Admiral James Stavridis says the United States government is not prepared for taking on a hypothetical fleet of Chinese spy balloons.
The retired admiral and former NATO supreme allied commander of Europe wrote in a Bloomberg op-ed that the U.S. military has shown success in shooting down a flying object, but he questioned the response to airborne objects that may appear in the future.
Multiple airborne objects, including one verified Chinese spy balloon, have been shot down recently over various regions across North America. The most recent object was taken down over Lake Huron, near Michigan’s Upper Peninsula.
Stavridis said the Chinese may have sent the balloon to express displeasure over multiple U.S. policy issues connected to the Indo-Pacific region, including a potential trip to Taiwan by House Speaker Kevin McCarthy.
In his op-ed, he compared a tour of Cheyenne Mountain, a command-and-control center for the North American Aerospace Defense Command (NORAD), a decade ago to the bells and whistles on the bridge of a Navy warship.
“Over the past two weeks, that beating heart has probably been running at a very high rate,” Stavridis wrote. “After four shootdowns of aerial objects, at least one likely a Chinese surveillance balloon, those watch officers must be getting a bit frazzled.”

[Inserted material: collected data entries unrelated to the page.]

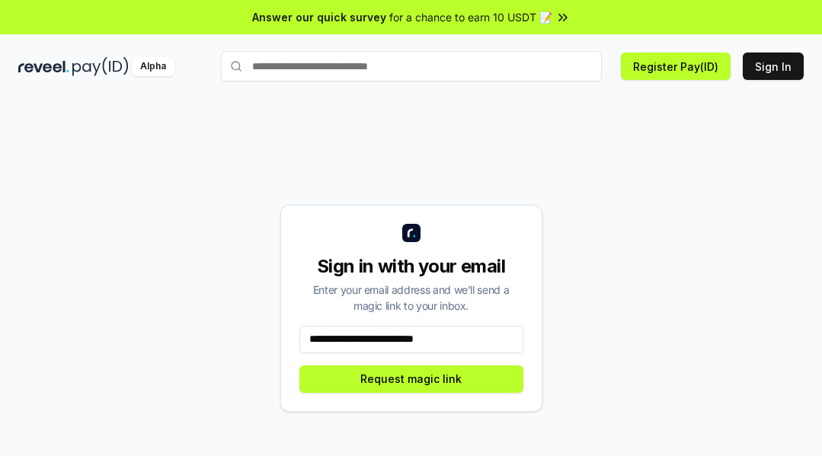 This screenshot has height=456, width=822. Describe the element at coordinates (411, 298) in the screenshot. I see `div: Enter your email address and we’ll send a magic link to your inbox.` at that location.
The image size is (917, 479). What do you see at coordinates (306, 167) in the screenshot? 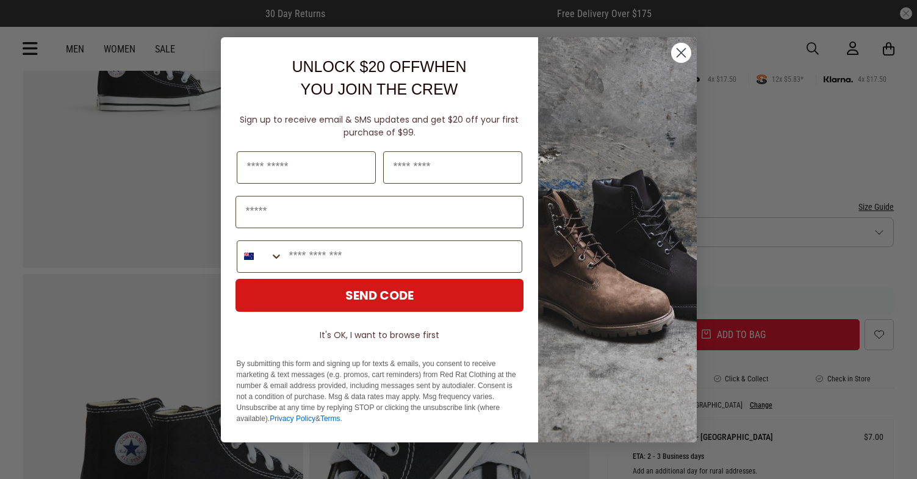
I see `input: First Name` at bounding box center [306, 167].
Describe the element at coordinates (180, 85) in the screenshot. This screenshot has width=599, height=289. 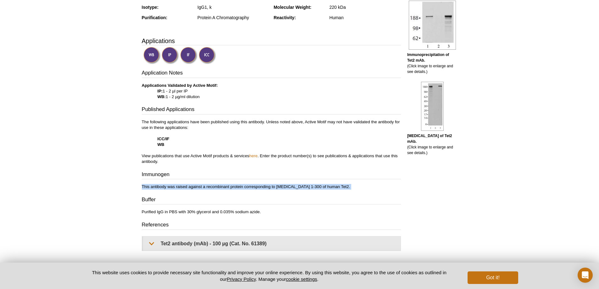
I see `b: Applications Validated by Active Motif:` at that location.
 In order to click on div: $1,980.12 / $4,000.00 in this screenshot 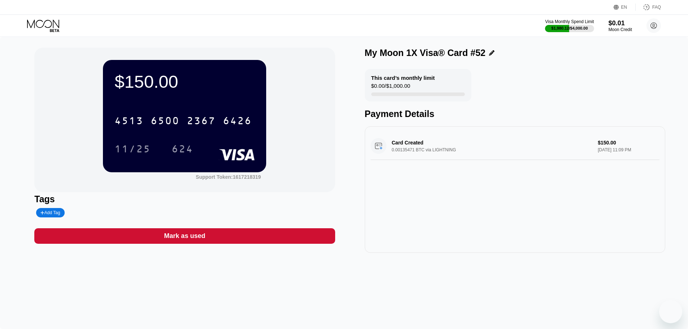, I will do `click(569, 28)`.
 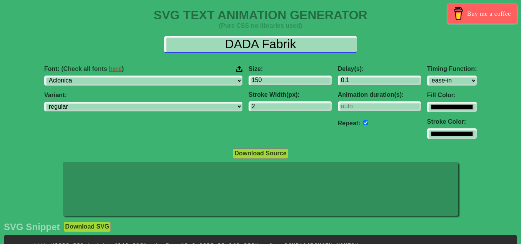 What do you see at coordinates (452, 69) in the screenshot?
I see `label: Timing Function:` at bounding box center [452, 69].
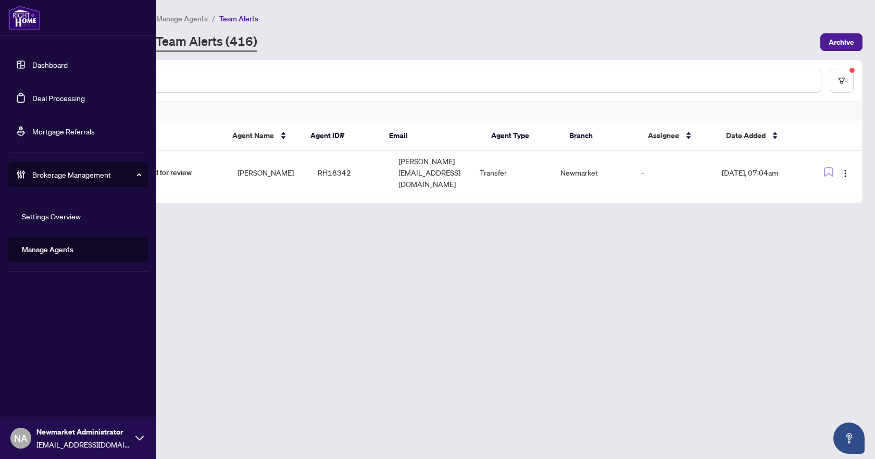  What do you see at coordinates (842, 81) in the screenshot?
I see `span: filter` at bounding box center [842, 81].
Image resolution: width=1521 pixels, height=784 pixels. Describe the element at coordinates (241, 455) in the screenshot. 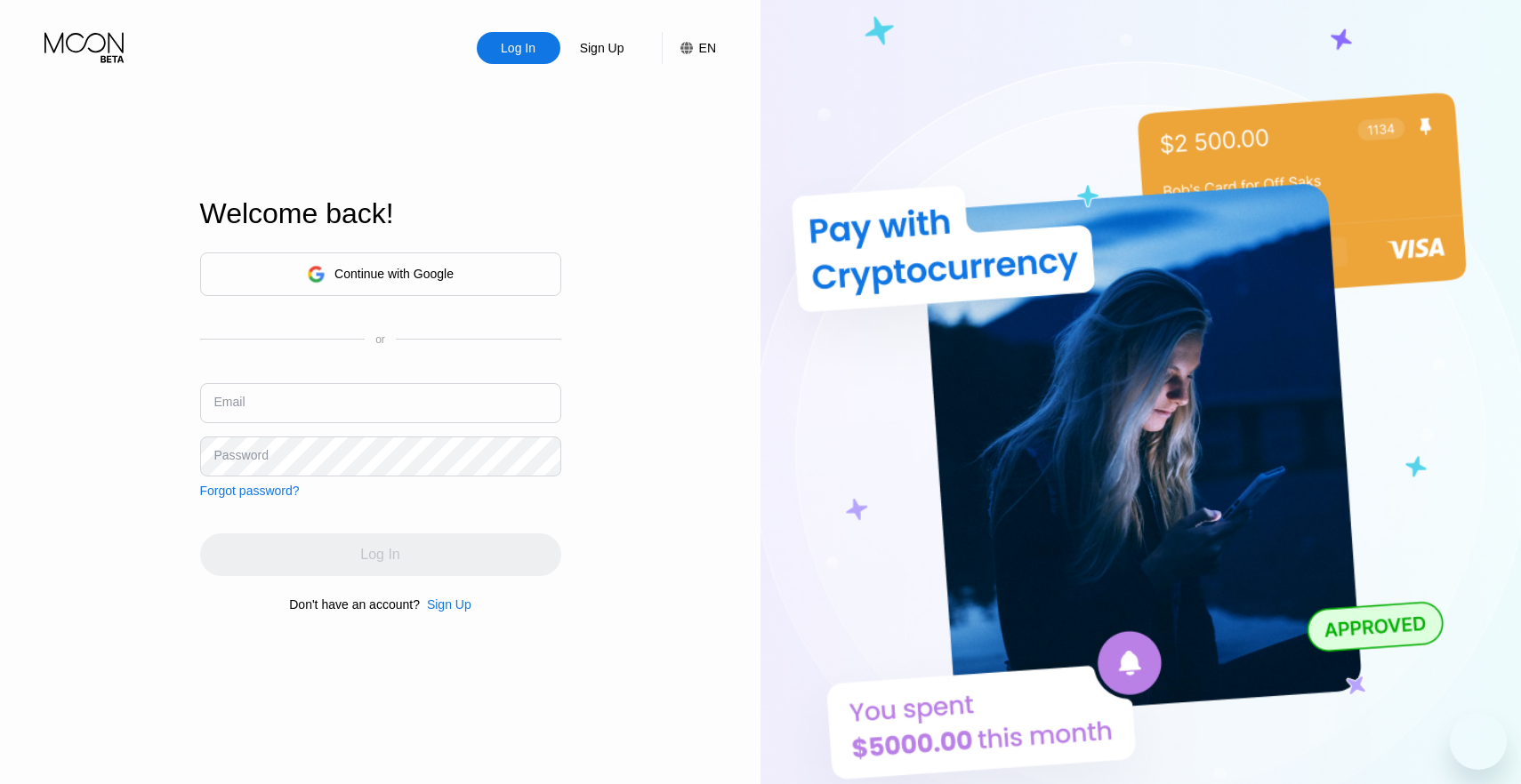

I see `div: Password` at that location.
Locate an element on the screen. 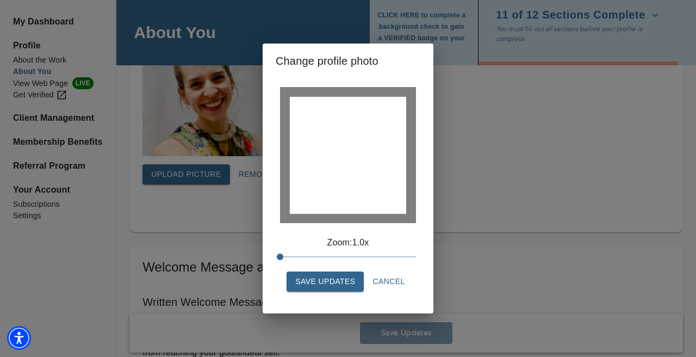 Image resolution: width=696 pixels, height=357 pixels. span: Save Updates is located at coordinates (325, 281).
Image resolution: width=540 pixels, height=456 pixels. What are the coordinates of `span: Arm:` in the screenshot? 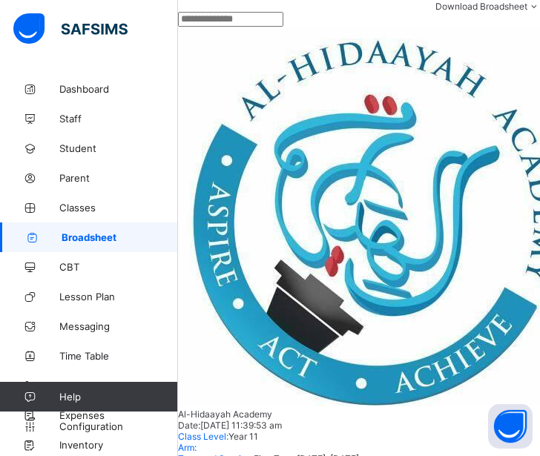 It's located at (187, 447).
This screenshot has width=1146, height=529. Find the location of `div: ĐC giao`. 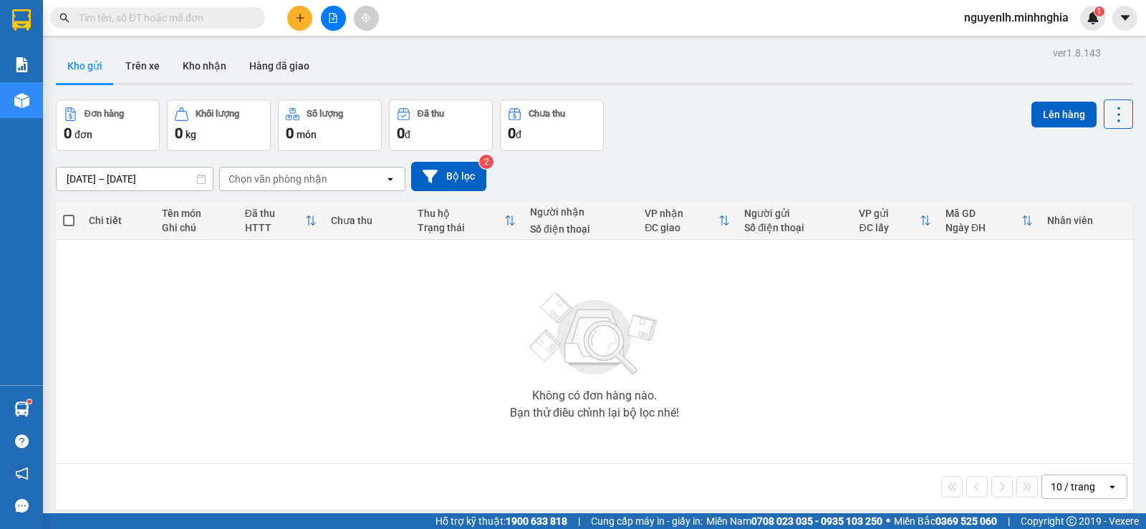

div: ĐC giao is located at coordinates (681, 228).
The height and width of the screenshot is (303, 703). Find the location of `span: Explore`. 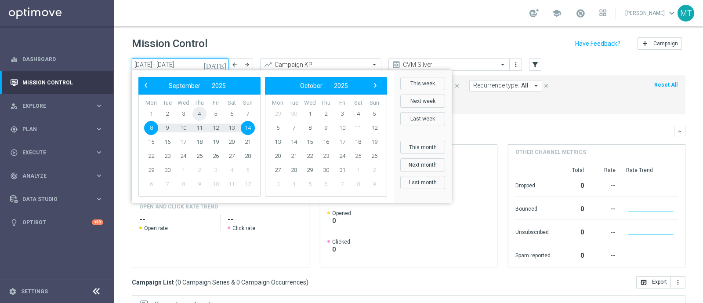

span: Explore is located at coordinates (58, 106).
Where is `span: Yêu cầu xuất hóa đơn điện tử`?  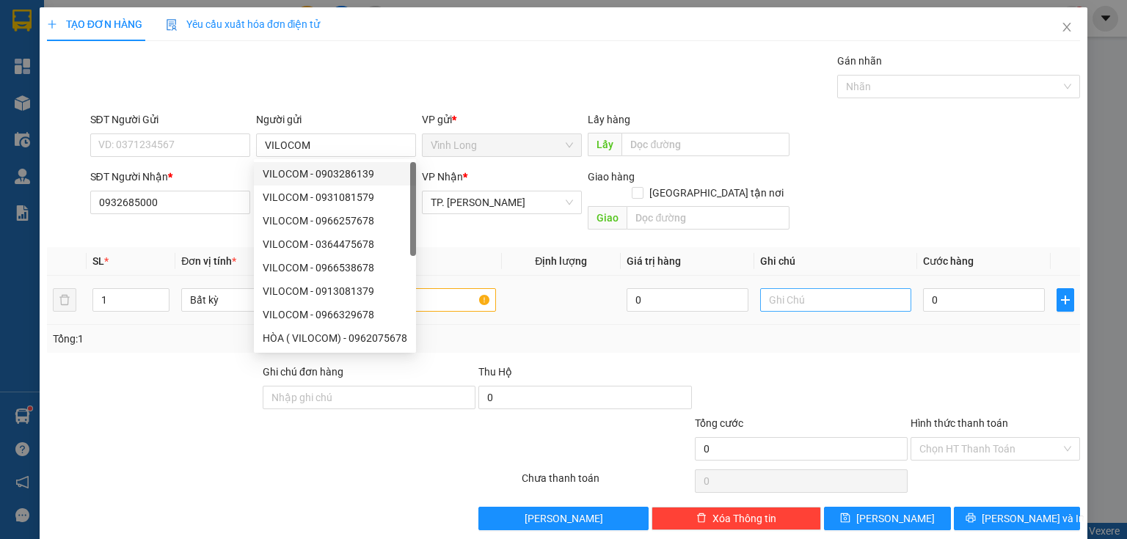
span: Yêu cầu xuất hóa đơn điện tử is located at coordinates (243, 24).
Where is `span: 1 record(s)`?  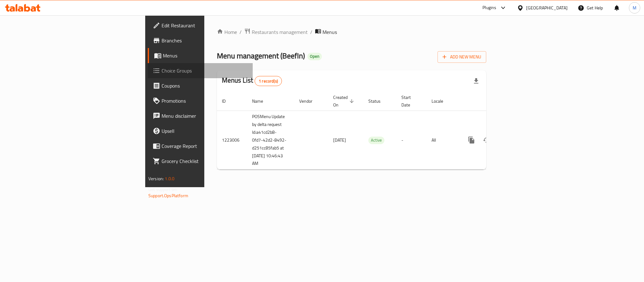
span: 1 record(s) is located at coordinates (268, 81).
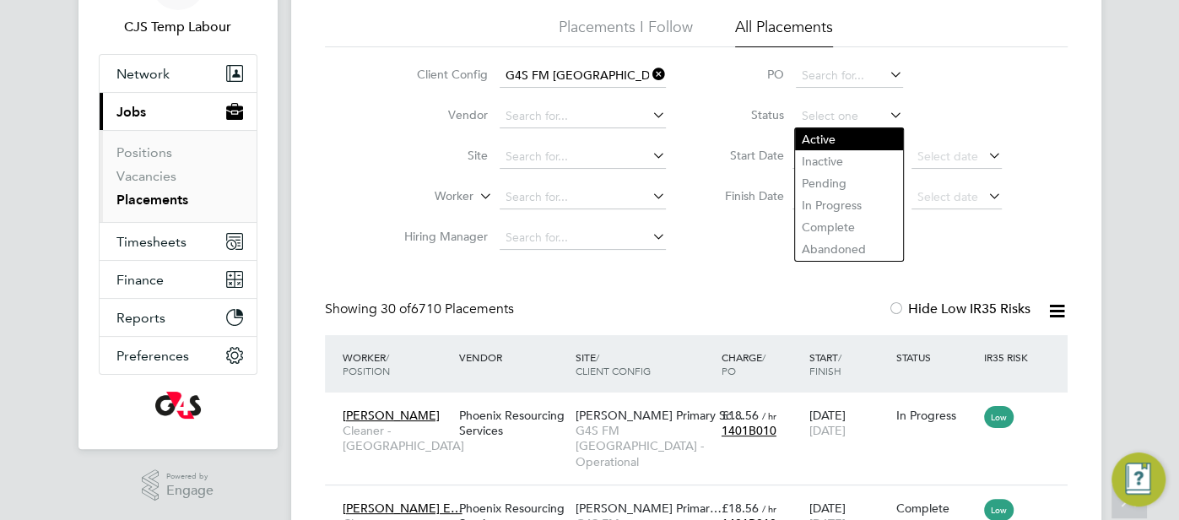 The width and height of the screenshot is (1179, 520). Describe the element at coordinates (144, 152) in the screenshot. I see `a: Positions` at that location.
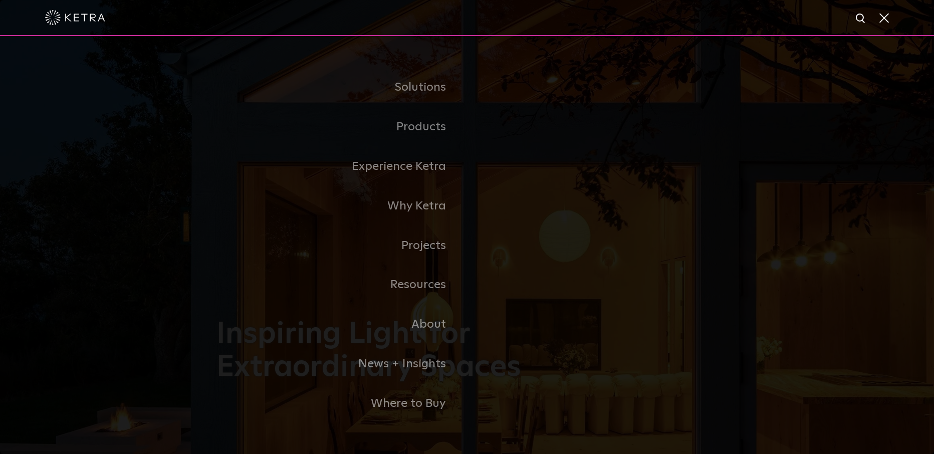  What do you see at coordinates (861, 19) in the screenshot?
I see `img: search icon` at bounding box center [861, 19].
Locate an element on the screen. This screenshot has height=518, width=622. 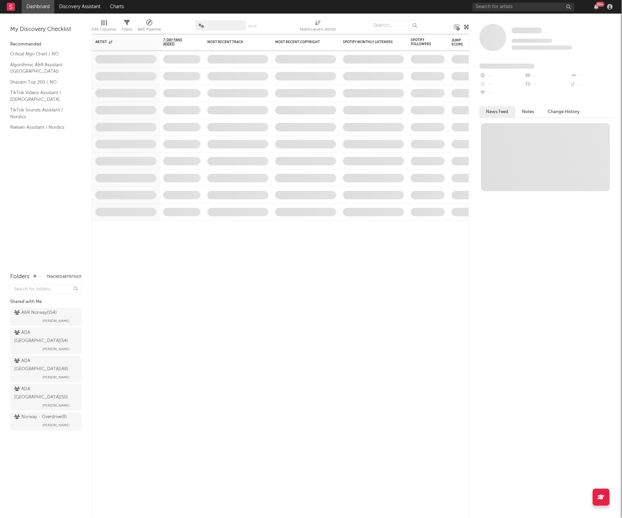
span: 7-Day Fans Added is located at coordinates (177, 42).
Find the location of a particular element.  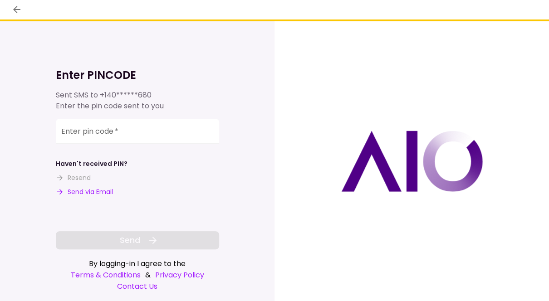

div: By logging-in I agree to the is located at coordinates (138, 264).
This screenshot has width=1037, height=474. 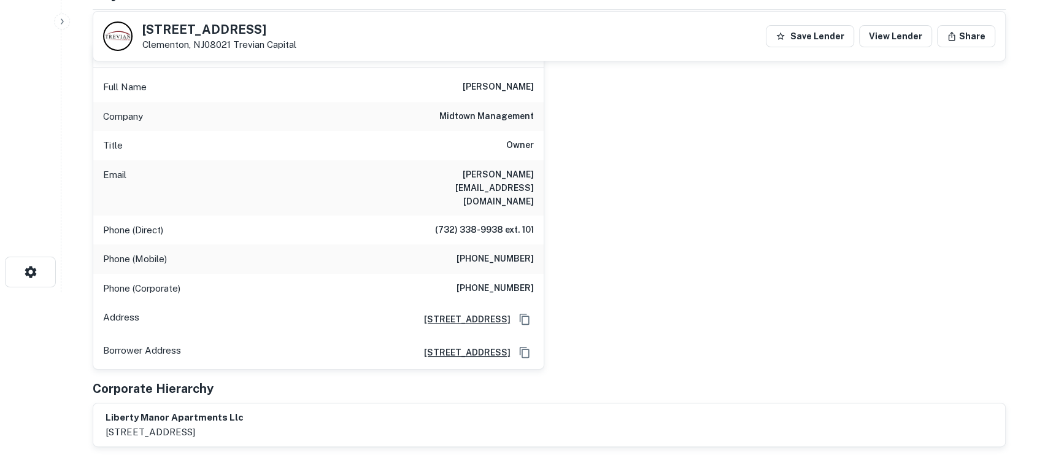 I want to click on a: View Lender, so click(x=895, y=36).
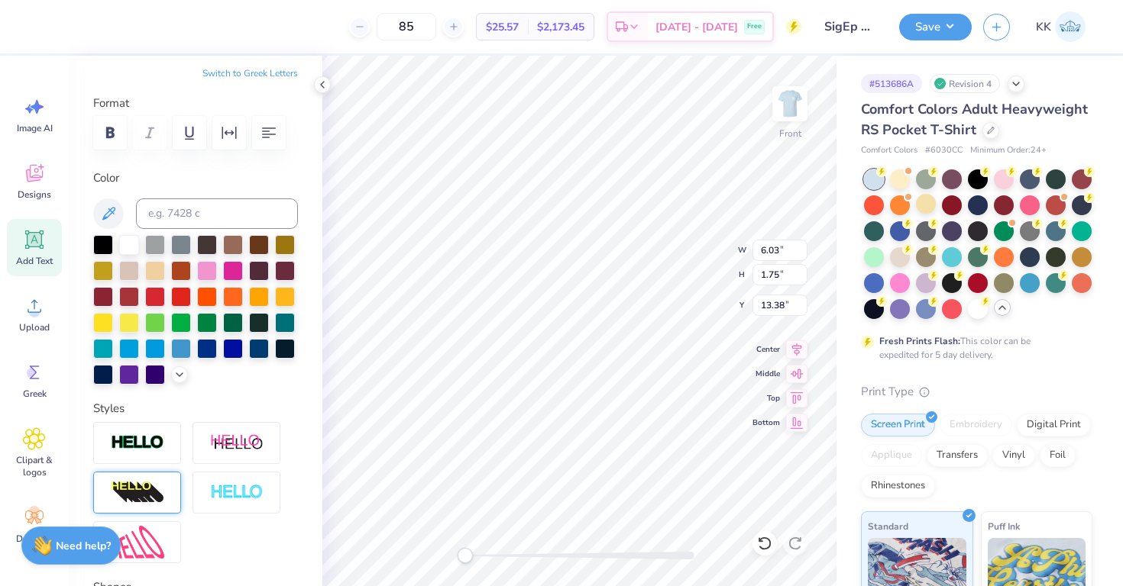 The height and width of the screenshot is (586, 1123). What do you see at coordinates (561, 27) in the screenshot?
I see `span: $2,173.45` at bounding box center [561, 27].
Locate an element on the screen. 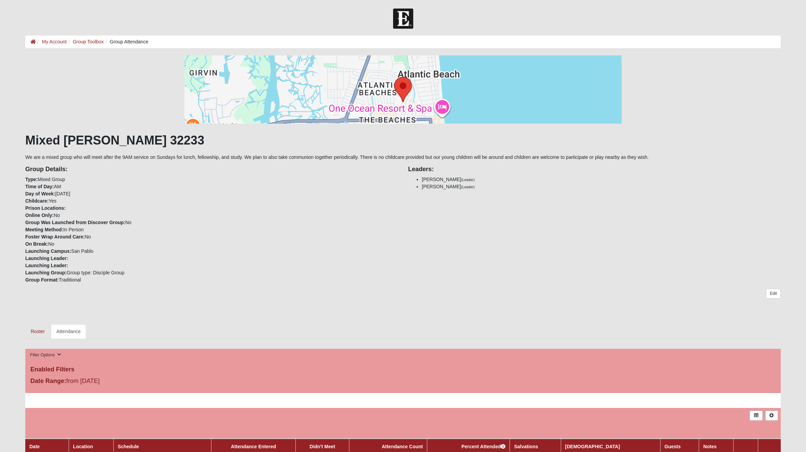  strong: Time of Day: is located at coordinates (40, 187).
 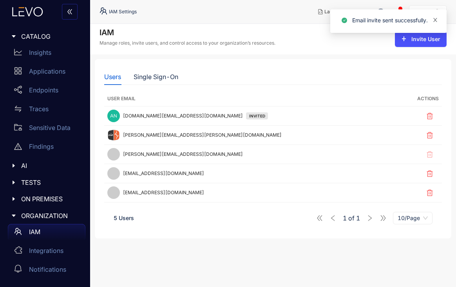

He added: “As we learn more about aerial intrusions into American and Canadian airspace—NORAD is a joint U.S.-Canada operation—we need to think anew about technology, tactics, operations and strategy. Each has a role in understanding a complex ecosystem that has been flying under the radar, so to speak.”
While military-based balloons have been in existence for centuries, the technology has of course improved dramatically. Due to advanced materials composing newer balloons, in addition to streamlined connectivity and sensors, he said readiness with such rapid improvements is integral.
He also said cost should play a role, with more inexpensive options than using $400,000-a-pop Sidewinder missiles launched from fighter jets.
“Tactically, the U.S. military needs to think about how to deploy anti-balloon systems, with a particular emphasis on being able to recover them aerially as opposed to destroying them, so the technology can be reverse-engineered,” Stavridis wrote. “This will be a complex feat of airmanship, but not entirely unknown as a concept. During the Cold War, the U.S. Air Force routinely recovered film capsules after they had been ejected from satellites at altitudes as high as 60 kilometers.”
Center for Strategic and International Studies senior adviser Mark Cancian told Newsweek that he views the military’s handling as satisfactory given that the first airborne object was not detected until it was over U.S. territory—while the others, whatever they were, were shot down under an abundance of caution given strong political and public response and demands.
“Most disturbing was the realization that objects like these could get through the U.S. air defense system, not just now but, apparently, repeatedly in the past,” Cancian said. “There are holes that we were not aware of and that need to be patched immediately.”
He added that Stavridis “is absolutely right about the need for better detection.”
That includes separating “the benign from the threatening” and using more appropriate weapons “so we are not shooting down errant civilian balloons with expensive missiles designed for World War III,” Cancian said.
Newsweek reached out to Stavridis for comment.